* **Aim of the task**
Reproduce the listing below verbatim.

* **Data section**

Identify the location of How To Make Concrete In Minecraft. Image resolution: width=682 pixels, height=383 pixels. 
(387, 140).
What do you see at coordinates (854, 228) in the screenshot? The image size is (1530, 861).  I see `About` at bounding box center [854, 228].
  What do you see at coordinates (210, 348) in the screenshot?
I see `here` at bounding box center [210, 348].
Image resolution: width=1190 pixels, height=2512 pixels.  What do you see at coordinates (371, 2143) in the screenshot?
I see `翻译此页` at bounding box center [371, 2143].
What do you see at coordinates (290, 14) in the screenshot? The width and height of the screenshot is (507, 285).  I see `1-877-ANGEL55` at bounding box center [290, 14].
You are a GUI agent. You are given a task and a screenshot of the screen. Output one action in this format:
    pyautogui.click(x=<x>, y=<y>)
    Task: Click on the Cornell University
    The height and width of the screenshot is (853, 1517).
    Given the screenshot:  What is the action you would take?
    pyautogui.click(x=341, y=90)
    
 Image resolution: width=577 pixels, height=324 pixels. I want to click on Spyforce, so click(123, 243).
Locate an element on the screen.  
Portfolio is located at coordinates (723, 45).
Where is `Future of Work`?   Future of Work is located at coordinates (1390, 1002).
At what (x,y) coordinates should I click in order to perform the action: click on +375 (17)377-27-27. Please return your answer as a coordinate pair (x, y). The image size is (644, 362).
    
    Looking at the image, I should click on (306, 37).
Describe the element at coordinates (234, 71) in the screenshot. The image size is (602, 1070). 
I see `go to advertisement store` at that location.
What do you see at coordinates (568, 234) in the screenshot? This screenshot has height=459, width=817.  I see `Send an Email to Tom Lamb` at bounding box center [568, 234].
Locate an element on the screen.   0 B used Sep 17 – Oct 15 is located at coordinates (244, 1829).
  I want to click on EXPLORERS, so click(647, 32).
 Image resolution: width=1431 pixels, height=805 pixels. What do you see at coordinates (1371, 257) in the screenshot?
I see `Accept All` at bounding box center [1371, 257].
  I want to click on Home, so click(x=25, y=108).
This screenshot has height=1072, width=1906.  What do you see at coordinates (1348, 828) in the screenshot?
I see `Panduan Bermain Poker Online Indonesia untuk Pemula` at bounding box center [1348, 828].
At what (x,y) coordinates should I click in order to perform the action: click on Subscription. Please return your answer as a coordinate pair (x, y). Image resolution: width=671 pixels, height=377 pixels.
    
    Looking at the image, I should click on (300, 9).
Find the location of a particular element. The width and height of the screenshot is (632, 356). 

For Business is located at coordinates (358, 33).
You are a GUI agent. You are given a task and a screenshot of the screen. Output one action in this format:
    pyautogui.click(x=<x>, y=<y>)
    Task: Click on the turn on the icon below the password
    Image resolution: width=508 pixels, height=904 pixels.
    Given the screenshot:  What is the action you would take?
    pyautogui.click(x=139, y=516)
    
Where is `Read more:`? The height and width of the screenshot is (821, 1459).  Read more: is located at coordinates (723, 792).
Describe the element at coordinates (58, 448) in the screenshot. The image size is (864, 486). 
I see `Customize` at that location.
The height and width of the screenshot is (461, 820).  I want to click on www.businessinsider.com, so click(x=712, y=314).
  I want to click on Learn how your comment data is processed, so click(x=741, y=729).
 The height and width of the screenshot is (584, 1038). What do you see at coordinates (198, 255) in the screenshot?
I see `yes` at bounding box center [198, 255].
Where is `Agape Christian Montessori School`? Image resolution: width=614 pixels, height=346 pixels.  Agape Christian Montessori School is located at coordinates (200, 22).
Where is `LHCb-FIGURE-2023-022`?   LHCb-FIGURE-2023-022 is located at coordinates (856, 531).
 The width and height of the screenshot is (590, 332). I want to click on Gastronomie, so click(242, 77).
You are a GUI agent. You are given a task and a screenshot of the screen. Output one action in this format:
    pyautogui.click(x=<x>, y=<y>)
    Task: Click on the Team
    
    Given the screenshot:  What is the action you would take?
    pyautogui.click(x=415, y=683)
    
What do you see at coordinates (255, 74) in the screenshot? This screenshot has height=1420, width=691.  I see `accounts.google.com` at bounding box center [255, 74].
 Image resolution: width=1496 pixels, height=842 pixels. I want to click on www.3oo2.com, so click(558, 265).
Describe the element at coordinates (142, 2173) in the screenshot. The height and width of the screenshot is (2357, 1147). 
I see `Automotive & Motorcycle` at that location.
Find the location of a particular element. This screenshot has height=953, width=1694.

* **Response to the exercise**
Identify the location of How To Make Concrete In Minecraft. Image resolution: width=682 pixels, height=383 pixels. 
(387, 140).
What do you see at coordinates (854, 228) in the screenshot? The image size is (1530, 861).  I see `About` at bounding box center [854, 228].
  What do you see at coordinates (210, 348) in the screenshot?
I see `here` at bounding box center [210, 348].
Image resolution: width=1190 pixels, height=2512 pixels.  What do you see at coordinates (371, 2143) in the screenshot?
I see `翻译此页` at bounding box center [371, 2143].
What do you see at coordinates (290, 14) in the screenshot? The width and height of the screenshot is (507, 285).  I see `1-877-ANGEL55` at bounding box center [290, 14].
You are a GUI agent. You are given a task and a screenshot of the screen. Output one action in this format:
    pyautogui.click(x=<x>, y=<y>)
    Task: Click on the Cornell University
    The height and width of the screenshot is (853, 1517).
    Given the screenshot:  What is the action you would take?
    pyautogui.click(x=341, y=90)
    
 Image resolution: width=577 pixels, height=324 pixels. I want to click on Spyforce, so click(123, 243).
Locate an element on the screen.  
Portfolio is located at coordinates (723, 45).
Where is `Future of Work`?   Future of Work is located at coordinates (1390, 1002).
At what (x,y) coordinates should I click in order to perform the action: click on +375 (17)377-27-27. Please return your answer as a coordinate pair (x, y). The image size is (644, 362).
    
    Looking at the image, I should click on (306, 37).
Describe the element at coordinates (234, 71) in the screenshot. The image size is (602, 1070). 
I see `go to advertisement store` at that location.
What do you see at coordinates (568, 234) in the screenshot? This screenshot has height=459, width=817.  I see `Send an Email to Tom Lamb` at bounding box center [568, 234].
Locate an element on the screen.   0 B used Sep 17 – Oct 15 is located at coordinates (244, 1829).
  I want to click on EXPLORERS, so click(647, 32).
 Image resolution: width=1431 pixels, height=805 pixels. What do you see at coordinates (1371, 257) in the screenshot?
I see `Accept All` at bounding box center [1371, 257].
  I want to click on Home, so click(x=25, y=108).
This screenshot has height=1072, width=1906.  What do you see at coordinates (1348, 828) in the screenshot?
I see `Panduan Bermain Poker Online Indonesia untuk Pemula` at bounding box center [1348, 828].
At what (x,y) coordinates should I click in order to perform the action: click on Subscription. Please return your answer as a coordinate pair (x, y). Image resolution: width=671 pixels, height=377 pixels.
    
    Looking at the image, I should click on (300, 9).
Find the location of a particular element. The width and height of the screenshot is (632, 356). 

For Business is located at coordinates (358, 33).
You are a GUI agent. You are given a task and a screenshot of the screen. Output one action in this format:
    pyautogui.click(x=<x>, y=<y>)
    Task: Click on the turn on the icon below the password
    Image resolution: width=508 pixels, height=904 pixels.
    Given the screenshot:  What is the action you would take?
    pyautogui.click(x=139, y=516)
    
Where is `Read more:`? The height and width of the screenshot is (821, 1459).  Read more: is located at coordinates (723, 792).
Describe the element at coordinates (58, 448) in the screenshot. The image size is (864, 486). 
I see `Customize` at that location.
The height and width of the screenshot is (461, 820).  I want to click on www.businessinsider.com, so click(x=712, y=314).
  I want to click on Learn how your comment data is processed, so click(x=741, y=729).
 The height and width of the screenshot is (584, 1038). What do you see at coordinates (198, 255) in the screenshot?
I see `yes` at bounding box center [198, 255].
Where is `Agape Christian Montessori School`? Image resolution: width=614 pixels, height=346 pixels.  Agape Christian Montessori School is located at coordinates (200, 22).
Where is `LHCb-FIGURE-2023-022`?   LHCb-FIGURE-2023-022 is located at coordinates (856, 531).
 The width and height of the screenshot is (590, 332). I want to click on Gastronomie, so click(242, 77).
You are a GUI agent. You are given a task and a screenshot of the screen. Output one action in this format:
    pyautogui.click(x=<x>, y=<y>)
    Task: Click on the Team
    
    Given the screenshot:  What is the action you would take?
    pyautogui.click(x=415, y=683)
    
What do you see at coordinates (255, 74) in the screenshot? This screenshot has height=1420, width=691.  I see `accounts.google.com` at bounding box center [255, 74].
 Image resolution: width=1496 pixels, height=842 pixels. I want to click on www.3oo2.com, so click(558, 265).
Describe the element at coordinates (142, 2173) in the screenshot. The height and width of the screenshot is (2357, 1147). 
I see `Automotive & Motorcycle` at that location.
Find the location of a particular element. This screenshot has height=953, width=1694.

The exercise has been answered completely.